USA. I went to a Texas BBQ restaurant.
The man at the counter asked: brisket or ribs?
I stood very still.
In my country, this question has another name.
It is called choosing a clan.
Brisket: slow. Patient. It has waited 14 hours for this moment.
Fourteen hours of smoke and silence.
This is the way of discipline. This is the way of my teachers.
Ribs: bold. Immediate. They arrive already holding their weapon.
They do not wait. They do not explain themselves.
This is the way of instinct. This is the way of warriors who do not return.
I asked the man which was better.
He said: "Depends on the person."
I stared at him for a long time.
This was not an answer.
This was a test.
Perhaps the most important test of my life.
I chose brisket. I sat down. I prepared myself.
The ribs arrived at the next table.
They smelled of smoke and oak and something I cannot name in any language.
The man eating them did not look at his food.
He looked at nothing.
He had already transcended.
I went back to the counter.
"I made an error," I said. "Ribs."
I sat down again.
The brisket at the next table glistened quietly.
Fourteen hours of patience. Fourteen hours of waiting.
Looking at me.
Not with anger. With something worse.
With understanding.
I went back.
"Brisket," I said. "I have returned."
The man at the counter said nothing.
He had seen this before.
Brisket. Ribs. Brisket. Ribs.
On my fourth approach, he placed both on the counter without speaking.
I understood then: there is no choosing.
There is only the truth of what you already are.
And what I am, apparently, is someone who cannot leave a BBQ restaurant.
I ate. I could not finish.
I sat with the remains for a very long time.
The other customers left. New customers arrived. I was still there.
The man came to my table at closing time.
"You doing okay?"
I told him I was conducting a funeral.
He nodded like this was a reasonable thing to say.
A ninja does not choose between brisket and ribs.
A ninja orders both and sits with the consequences until the restaurant closes.
Is this normal in Texas?
And which one was right?
I need to know. I am going back tomorrow.
@Kshi_nippon I think the language is part of the qualification. The signs are there for a reason, and if you don't know what that reason is because you can't read it then you are not qualified in that region.
USA. I went to a shooting range in Nevada.
The instructor pointed at a gun that was half the size of my torso and said, “This is the .44 Magnum.”
I did not understand what a Magnum was.
In Japan, Magnum means ice cream.
A delicious, chocolate-coated ice cream bar.
I assumed this was some kind of American dessert ritual.
I held it with both hands, the way you hold a very large, very important ice cream.
The instructor said, “Are you ready?”
I thought he was asking if I was ready to eat.
I said yes.
The gun went off.
My arms went back.
My body went back.
My soul briefly left the building to file a complaint.
I looked at the target. There was a hole the size of my ambitions.
The instructor was impressed. He said, “Nice shot.”
I said, “It does not taste like chocolate.”
He did not respond for a long time.
I have returned to Japan.
My wrists are fine.
But I think about that ice cream every day.
Is this normal? What flavor is the .357?
@tkr2000 I just finished watching this film and thoroughly enjoyed it. Definitely in my top ten favorites. I am genuinely curious about what others think of it, and if anyone has any opinions of it from Japan.
@pixelprayer I have been to 49 of the 50 states in America, I have gone skydiving. Also when I was a kid I visited an archaeological dig, to which I was allowed in under supervision to brush some of the dirt. I actually not only got to discover a bone but was the first human to touch it.
To everyone overseas and to everyone in Japan, please listen.
I am way past anger; I am completely speechless now. 💢
Japanese people are giving up on having children due to the sheer economic struggle of daily life. So why on earth do we have to use our hard-earned tax money to provide full-service, red-carpet support for foreign pregnant women, and even hand over 500,000 yen?! 💢
What they are doing is 180 degrees backward. This isn't a countermeasure for the declining birthrate—this is literally "selling out the country." 💢
Quietly but surely, our nation is being broken.
Don't you want to leave a decent Japan for the next generation—a country where Japanese people who work desperately hard are actually rewarded?
To change this current reality, we need an overwhelming force of public opinion.
If you agree, please follow and share. Now is the time to raise our voices and take back Japan.
Honestly I think it's fine. Healthy even. Always having your skin covered in makeup can't be good for the skin and pores. Plus letting your natural beauty breathe in my opinion is nice too. People shouldn't feel like they need to always have a mask on whenever they go out. But hey that is just my opinion.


* [WHAT IS NEEDED]: Exact transcription of the records is required.

* [Data extracted from a collection]:
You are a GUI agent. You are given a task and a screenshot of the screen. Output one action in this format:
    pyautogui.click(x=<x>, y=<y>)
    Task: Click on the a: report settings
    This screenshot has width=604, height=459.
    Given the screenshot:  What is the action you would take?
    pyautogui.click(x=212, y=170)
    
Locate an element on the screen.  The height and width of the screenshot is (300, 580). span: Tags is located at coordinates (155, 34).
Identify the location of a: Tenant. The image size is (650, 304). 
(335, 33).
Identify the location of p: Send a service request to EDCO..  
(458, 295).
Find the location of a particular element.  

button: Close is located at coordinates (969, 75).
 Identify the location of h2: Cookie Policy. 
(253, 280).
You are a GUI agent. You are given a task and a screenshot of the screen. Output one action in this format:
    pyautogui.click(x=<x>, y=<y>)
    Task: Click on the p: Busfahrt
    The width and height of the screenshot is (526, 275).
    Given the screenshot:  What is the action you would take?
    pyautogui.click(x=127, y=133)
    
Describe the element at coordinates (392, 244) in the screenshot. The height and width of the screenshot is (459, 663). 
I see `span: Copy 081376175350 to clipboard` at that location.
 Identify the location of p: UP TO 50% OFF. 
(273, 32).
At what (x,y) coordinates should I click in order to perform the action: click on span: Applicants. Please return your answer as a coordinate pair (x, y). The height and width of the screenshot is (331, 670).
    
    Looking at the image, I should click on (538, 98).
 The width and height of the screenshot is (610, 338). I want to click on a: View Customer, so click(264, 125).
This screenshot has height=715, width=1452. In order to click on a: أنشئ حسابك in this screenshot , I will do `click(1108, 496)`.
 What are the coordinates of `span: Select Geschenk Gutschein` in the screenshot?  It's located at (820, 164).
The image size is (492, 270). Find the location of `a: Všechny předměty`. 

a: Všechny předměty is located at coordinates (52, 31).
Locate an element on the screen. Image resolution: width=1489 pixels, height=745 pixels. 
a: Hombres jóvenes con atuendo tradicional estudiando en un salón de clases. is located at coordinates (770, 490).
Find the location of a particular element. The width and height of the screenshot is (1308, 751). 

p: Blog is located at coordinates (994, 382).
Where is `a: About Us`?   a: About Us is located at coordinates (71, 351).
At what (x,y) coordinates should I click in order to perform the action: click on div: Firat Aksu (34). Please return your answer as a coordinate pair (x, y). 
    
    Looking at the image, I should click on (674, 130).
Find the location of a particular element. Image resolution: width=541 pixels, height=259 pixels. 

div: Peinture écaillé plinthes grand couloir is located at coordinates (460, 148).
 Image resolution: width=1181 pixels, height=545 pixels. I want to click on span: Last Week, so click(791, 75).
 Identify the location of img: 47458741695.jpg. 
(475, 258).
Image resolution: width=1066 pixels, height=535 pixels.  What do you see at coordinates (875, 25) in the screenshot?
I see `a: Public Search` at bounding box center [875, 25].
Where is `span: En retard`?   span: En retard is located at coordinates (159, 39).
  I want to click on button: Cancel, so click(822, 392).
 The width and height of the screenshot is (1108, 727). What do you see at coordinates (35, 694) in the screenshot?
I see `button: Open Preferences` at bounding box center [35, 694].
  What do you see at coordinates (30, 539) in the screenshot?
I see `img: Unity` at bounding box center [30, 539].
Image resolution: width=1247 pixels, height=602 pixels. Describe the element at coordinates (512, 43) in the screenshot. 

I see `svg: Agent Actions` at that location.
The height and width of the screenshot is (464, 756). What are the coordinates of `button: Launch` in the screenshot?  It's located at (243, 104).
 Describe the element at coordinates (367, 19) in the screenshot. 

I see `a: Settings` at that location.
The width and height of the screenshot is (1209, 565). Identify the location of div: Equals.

* [ANSWER]:
You are a GUI agent. You are given a task and a screenshot of the screen. Output one action in this format:
    pyautogui.click(x=<x>, y=<y>)
    Task: Click on the a: report settings
    This screenshot has width=604, height=459.
    Given the screenshot:  What is the action you would take?
    pyautogui.click(x=212, y=170)
    
Locate an element on the screen.  The height and width of the screenshot is (300, 580). span: Tags is located at coordinates (155, 34).
Identify the location of a: Tenant. The image size is (650, 304). 
(335, 33).
Identify the location of p: Send a service request to EDCO..  
(458, 295).
Find the location of a particular element.  

button: Close is located at coordinates (969, 75).
 Identify the location of h2: Cookie Policy. 
(253, 280).
You are a GUI agent. You are given a task and a screenshot of the screen. Output one action in this format:
    pyautogui.click(x=<x>, y=<y>)
    Task: Click on the p: Busfahrt
    The width and height of the screenshot is (526, 275).
    Given the screenshot:  What is the action you would take?
    pyautogui.click(x=127, y=133)
    
Describe the element at coordinates (392, 244) in the screenshot. The height and width of the screenshot is (459, 663). 
I see `span: Copy 081376175350 to clipboard` at that location.
 Identify the location of p: UP TO 50% OFF. 
(273, 32).
At what (x,y) coordinates should I click in order to perform the action: click on span: Applicants. Please return your answer as a coordinate pair (x, y). The height and width of the screenshot is (331, 670).
    
    Looking at the image, I should click on (538, 98).
 The width and height of the screenshot is (610, 338). I want to click on a: View Customer, so click(264, 125).
This screenshot has height=715, width=1452. In order to click on a: أنشئ حسابك in this screenshot , I will do `click(1108, 496)`.
 What are the coordinates of `span: Select Geschenk Gutschein` in the screenshot?  It's located at (820, 164).
The image size is (492, 270). Find the location of `a: Všechny předměty`. 

a: Všechny předměty is located at coordinates (52, 31).
Locate an element on the screen. Image resolution: width=1489 pixels, height=745 pixels. 
a: Hombres jóvenes con atuendo tradicional estudiando en un salón de clases. is located at coordinates (770, 490).
Find the location of a particular element. The width and height of the screenshot is (1308, 751). 

p: Blog is located at coordinates (994, 382).
Where is `a: About Us`?   a: About Us is located at coordinates (71, 351).
At what (x,y) coordinates should I click in order to perform the action: click on div: Firat Aksu (34). Please return your answer as a coordinate pair (x, y). 
    
    Looking at the image, I should click on (674, 130).
Find the location of a particular element. Image resolution: width=541 pixels, height=259 pixels. 

div: Peinture écaillé plinthes grand couloir is located at coordinates (460, 148).
 Image resolution: width=1181 pixels, height=545 pixels. I want to click on span: Last Week, so click(791, 75).
 Identify the location of img: 47458741695.jpg. 
(475, 258).
Image resolution: width=1066 pixels, height=535 pixels.  What do you see at coordinates (875, 25) in the screenshot?
I see `a: Public Search` at bounding box center [875, 25].
Where is `span: En retard`?   span: En retard is located at coordinates (159, 39).
  I want to click on button: Cancel, so click(822, 392).
 The width and height of the screenshot is (1108, 727). What do you see at coordinates (35, 694) in the screenshot?
I see `button: Open Preferences` at bounding box center [35, 694].
  What do you see at coordinates (30, 539) in the screenshot?
I see `img: Unity` at bounding box center [30, 539].
Image resolution: width=1247 pixels, height=602 pixels. Describe the element at coordinates (512, 43) in the screenshot. 

I see `svg: Agent Actions` at that location.
The height and width of the screenshot is (464, 756). What are the coordinates of `button: Launch` in the screenshot?  It's located at (243, 104).
 Describe the element at coordinates (367, 19) in the screenshot. 

I see `a: Settings` at that location.
The width and height of the screenshot is (1209, 565). Identify the location of div: Equals.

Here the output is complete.